Once you have written something, ask yourself -- or someone else -- const ructive questions. Although the object is to draw nearer to God, you must now be objective about your writing. Your prayer may be personal, but distancing yourself from it when polishing it up is, literally, critical. Never put anyone on the spot with: Is it good? Is it okay? Such feedback isn't helpful.
A good question you can start out with is: Does anything make you uncomfortable? Words have varied connotations. Someone might be disturbed by an image you never envisioned. How does that affect your reality or vision? Another question: Does anything not make sense? No matter how experienced a writer one may be, our thoughts often race ahead of us and the words may not always reflect our intent. Lastly, it is fair, especially if you are writing for a particular occasion, to ask: Does it work? Does it truly address this occasion?

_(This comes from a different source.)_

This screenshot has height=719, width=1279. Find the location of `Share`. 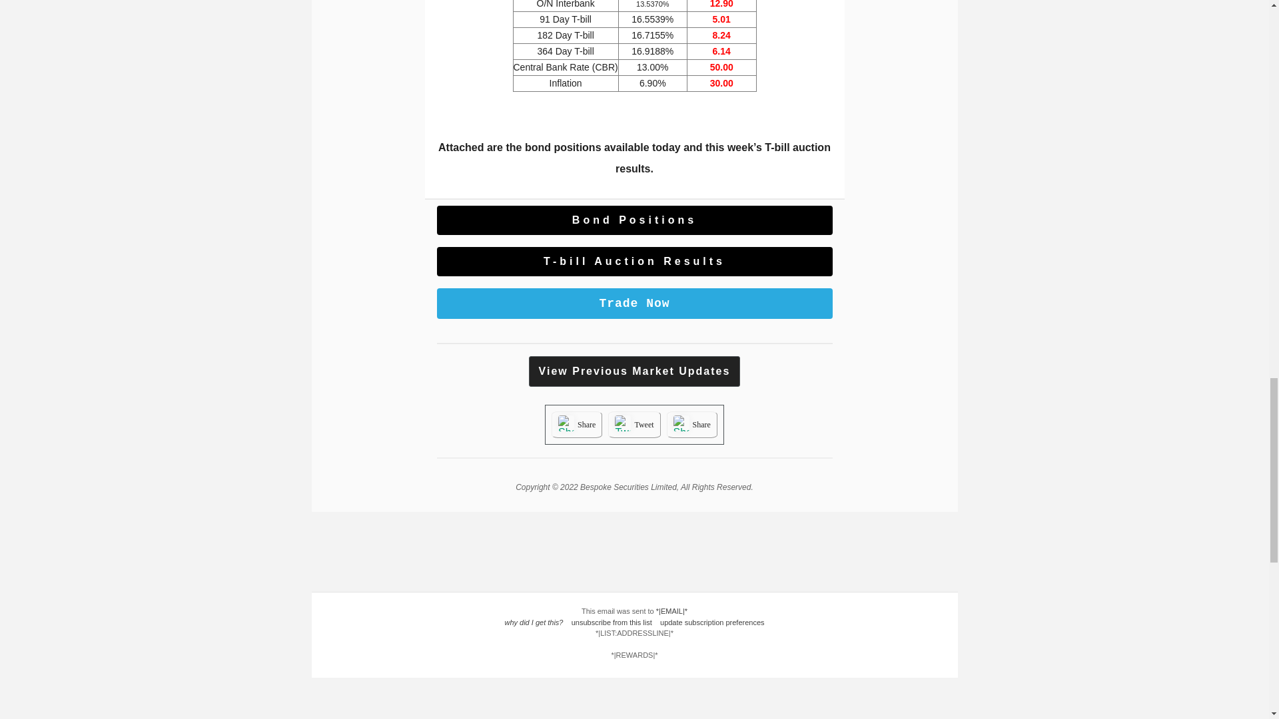

Share is located at coordinates (586, 424).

Trying to find what will make a prayer rise on high requires not only emotion, not only all your being -- but a rational, reasoning mind. Emotional creativity needs to be tempered by intellectual discipline.

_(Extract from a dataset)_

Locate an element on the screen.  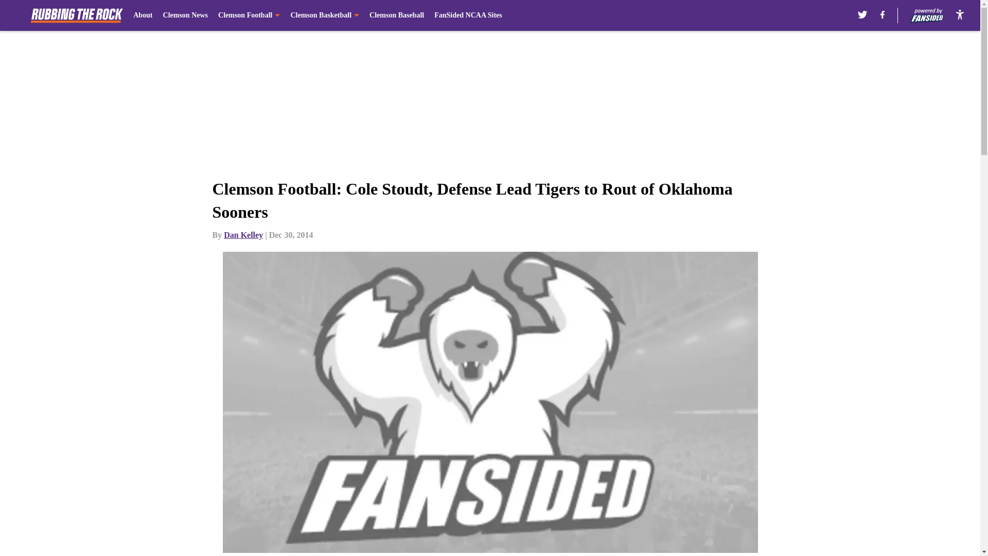
Clemson Baseball is located at coordinates (396, 15).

Try creating your own meditations. Write your own b'rakhot, prayers that convey your awe upon seeing one of God's wondrous creations. Or, just as the siddur has a prayer for the State of Israel, we, too, especially in these frightening times, can create our own prayers for Eretz Yisra-el...
My own sense of personal prayer and what I can bring to it has evolved and grown over the years. I didn't write my first psalm -- the most intense, most intimate form of personal prayer -- until three years ago. A third psalm burst forth last summer. For one splendid moment in this ongoing journey, process and prayer became one in "A Poet's Psalm":
Where the words come from I do not know,
the thoughts that speed my hand
this gift
that I give back to You.From the first time it happened
ascending a mountainside when I was twelve
ushered into another sphere
so powerful
it was pointless, impossible to resist,
the word pictures crowding my mind,
dancing to be drawn,have had their way with me.
I have been pulled
ever upward,
beyond my bedroom window
into an indigo twilight
deepening with wonder,
a dimension of dreams
drawing me away,
distancing me from this world.It is a moment of time
forever stolen,
sealed
in a Book of Life.
A breathless instance of being.
A bond
so pure
so pricelessI can never repay You,
even as I try to approach You,
for placing Your trust
in me.I can only pray
You will never forsake me,
that I might go on giving praise,
pouring my soul
into places on high,
seeking,
aspiring to
Your presence, Elohai.
Laurie Altman Sunshine, award-winning poet, author, and Literary Editor of "Siddur Sim Shalom for Shabbat & Festivals", is currently Literary Editor of "Siddur Sim Shalom for Weekdays", to be published this year. Both volumes include some of her poetry. An artist as well, and a graduate of Brandeis University, she is married to Bob Sunshine, USCJ VP, and is the mother of Ari Sunshine, recently ordained at JTS, and Josh Sunshine, a high school history teacher.